HomeATPTop ATP Stars Fall to Injury Wave Before French Open

Top ATP Stars Fall to Injury Wave Before French Open

Carlos Alcaraz’s withdrawal on Friday from the French Open and Rome, announced after fresh tests on the right wrist he first injured in Barcelona ten days earlier, makes him the second Grand Slam in his career he will miss since debuting in 2021, the other being the 2023 Australian Open with a hamstring injury.

It also closes one of the more troubling stretches the men’s tour has seen in years. From the top of the rankings to the edges of the top 30, 2026’s clay swing is being shaped less by matches than by medical bulletins.

The withdrawals stack up

Alcaraz, the No. 2 and two-time defending champion in Paris, sustained the wrist problem during his opening-round win over Otto Virtanen at the Barcelona Open on April 14. He received treatment mid-match, pulled out the following day, missed Madrid, and said on social media on Friday that “the most prudent thing is to be cautious and not participate in Rome and Roland Garros”.

He is not alone. World No. 4 Novak Djokovic has played just two tournaments all season — the Australian Open and Indian Wells — while managing a right shoulder injury that has cost him Miami, Monte Carlo, and Madrid. At the Laureus Awards on April 21, Djokovic told Eurosport he hopes to be “ready at least for Roland-Garros”.

A pattern in the top 10

World No. 8 Taylor Fritz has yet to play a match on clay in 2026 due to knee tendinitis, having withdrawn from Monte Carlo, Munich, and Madrid. Jack Draper, another 2025 breakout, missed the Australian Open at the start of the year with a lingering arm issue that ended his 2025 season early, and pulled out of Monte Carlo as well.

Holger Rune, once a top-10 fixture, has been sidelined since a severe Achilles injury at last year’s Stockholm event and is targeting a return at Rome. Lower down, Sebastian Korda, Jacob Fearnley, Giovanni Mpetshi Perricard, Lorenzo Sonego and Arthur Cazaux have all been pulled out of clay-swing events with their own issues.

The calendar question

The cluster has revived a conversation players have been having louder each year: that the combination of year-round travel and expanded Masters 1000 formats is pushing bodies past what they can sustain.

The 2026 clay swing compresses Monte Carlo, Madrid, Rome and the French Open into ten weeks, with Madrid and Rome both now running as 12-day events rather than the single-week tournaments they were until 2023.

Alcaraz himself acknowledged the squeeze after his Barcelona match, saying he was “not afraid to say that maybe this week is the one where I should rest” given the run of clay ahead.

The anatomy of overuse

Sports medicine literature has long identified the clay swing’s particular strain on wrist, hip, and lower-back structures. The International Tennis Federation’s own guidance notes that the combined rotation, flexion, and extension of the back during the serve is a principal cause of lower back pain in tennis, while research on elite juniors has found the lifetime prevalence of back pain in young tennis players runs as high as 77.5%.

The Emory Tennis Medicine Program notes that up to two-thirds of tennis injuries are due to overuse, most often affecting the low back, elbow, shoulder, hip and wrist — the exact cluster pulling players off the 2026 clay entry lists.

Looking ahead

The French Open draw on May 22 will be the clearest measure of the damage. Rome, which begins May 6, stands as the last meaningful tune-up for a Roland Garros field that may look sharply different from the one that lined up in Paris last year.

For Alcaraz, the message on Friday was measured: “I’d rather come back maybe a bit later, but in great shape, than come back quickly and risk making this injury worse”. For the tour, the question is how many more of his peers arrive at that same conclusion before the calendar gives them room to recover.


- [The task]
Set the data down again, exactly as it appears below.
** Opening Data for review block **
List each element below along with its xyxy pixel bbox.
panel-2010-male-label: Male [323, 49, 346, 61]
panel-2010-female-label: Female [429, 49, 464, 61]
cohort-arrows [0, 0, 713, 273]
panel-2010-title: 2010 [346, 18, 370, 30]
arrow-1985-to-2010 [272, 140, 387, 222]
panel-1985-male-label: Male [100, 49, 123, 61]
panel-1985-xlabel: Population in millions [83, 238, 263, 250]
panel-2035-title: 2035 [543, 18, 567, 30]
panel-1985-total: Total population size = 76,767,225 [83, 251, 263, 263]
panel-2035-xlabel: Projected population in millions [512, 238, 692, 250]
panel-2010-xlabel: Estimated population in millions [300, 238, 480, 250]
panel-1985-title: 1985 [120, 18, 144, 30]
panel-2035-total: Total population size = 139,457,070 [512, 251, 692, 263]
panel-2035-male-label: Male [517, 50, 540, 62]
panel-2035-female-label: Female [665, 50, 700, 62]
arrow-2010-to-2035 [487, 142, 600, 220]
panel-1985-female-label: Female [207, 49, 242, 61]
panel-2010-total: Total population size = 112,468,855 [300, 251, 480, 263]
** Closing Data for review block **
- [Solution for this problem]
List each element below along with its xyxy pixel bbox.
panel-2010-male-label: Male [323, 49, 346, 61]
panel-2010-female-label: Female [429, 49, 464, 61]
cohort-arrows [0, 0, 713, 273]
panel-2010-title: 2010 [346, 18, 370, 30]
arrow-1985-to-2010 [272, 140, 387, 222]
panel-1985-male-label: Male [100, 49, 123, 61]
panel-1985-xlabel: Population in millions [83, 238, 263, 250]
panel-2035-title: 2035 [543, 18, 567, 30]
panel-1985-total: Total population size = 76,767,225 [83, 251, 263, 263]
panel-2035-xlabel: Projected population in millions [512, 238, 692, 250]
panel-2010-xlabel: Estimated population in millions [300, 238, 480, 250]
panel-1985-title: 1985 [120, 18, 144, 30]
panel-2035-total: Total population size = 139,457,070 [512, 251, 692, 263]
panel-2035-male-label: Male [517, 50, 540, 62]
panel-2035-female-label: Female [665, 50, 700, 62]
arrow-2010-to-2035 [487, 142, 600, 220]
panel-1985-female-label: Female [207, 49, 242, 61]
panel-2010-total: Total population size = 112,468,855 [300, 251, 480, 263]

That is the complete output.